I highly recommend it. We made it our default uploader, replacing both a java applet and Yui uploader. the drag and drop is awesome, as are the hooks for custom ui, pre-flighting, and error handling.
I worked with this as well and supporting IE7 can be very tricky. While it works really well for successful file uploads, if you're anticipating to return any type of error response (ex: 400, "invalid file type") then you'll need to add some workarounds to your server code and the iframe-transport file that comes with this. Primarily you'll need the following two adjustments:
* Your response must be at least 512 characters (we added white space padding to our JSON response). This is because IE overrides any 400-500 response with its friendly error messages unless you provide at least 512 characters of data. If you don't do this you'll get a cross site scripting error (because you'd be trying to read in the friendly error page, which is not on your domain)

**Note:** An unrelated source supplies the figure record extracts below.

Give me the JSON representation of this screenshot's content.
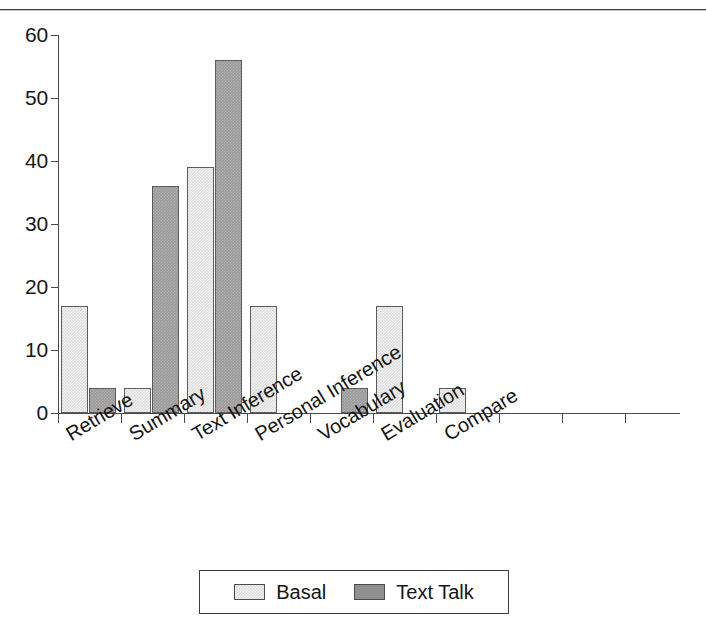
{
  "page": {
    "clipped_header_text": "",
    "top_rule": "horizontal-rule"
  },
  "legend": {
    "position": "bottom-center",
    "entries": [
      {
        "label": "Basal",
        "color": "#dedede",
        "swatch": "basal-swatch"
      },
      {
        "label": "Text Talk",
        "color": "#9a9a9a",
        "swatch": "text-talk-swatch"
      }
    ]
  },
  "axis": {
    "y_ticks": [
      "0",
      "10",
      "20",
      "30",
      "40",
      "50",
      "60"
    ]
  },
  "chart_data": {
    "type": "bar",
    "title": "",
    "subtitle": "",
    "xlabel": "",
    "ylabel": "",
    "ylim": [
      0,
      60
    ],
    "ytick_interval": 10,
    "grid": false,
    "legend_position": "bottom-center",
    "categories": [
      "Retrieve",
      "Summary",
      "Text Inference",
      "Personal Inference",
      "Vocabulary",
      "Evaluation",
      "Compare"
    ],
    "series": [
      {
        "name": "Basal",
        "color": "#dedede",
        "values": [
          17,
          4,
          39,
          17,
          0,
          17,
          4
        ]
      },
      {
        "name": "Text Talk",
        "color": "#9a9a9a",
        "values": [
          4,
          36,
          56,
          0,
          4,
          0,
          0
        ]
      }
    ]
  }
}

* You'll need to add the response code in your response text because there's no way (please correct me if I'm wrong) to read the http status of a loaded page's headers in an iframe. You'll then need to modify the iframe-transport to read in the status code from your response text and make the appropriate ajax calls in jQuery.
This is obviously quite a bit hacky (and took me forever to figure out). Let me know if anyone else has any insight into this. I'll probably write this up in more detail in a blog post to come.
I highly recommend it. We made it our default uploader, replacing both a java applet and Yui uploader. the drag and drop is awesome, as are the hooks for custom ui, pre-flighting, and error handling.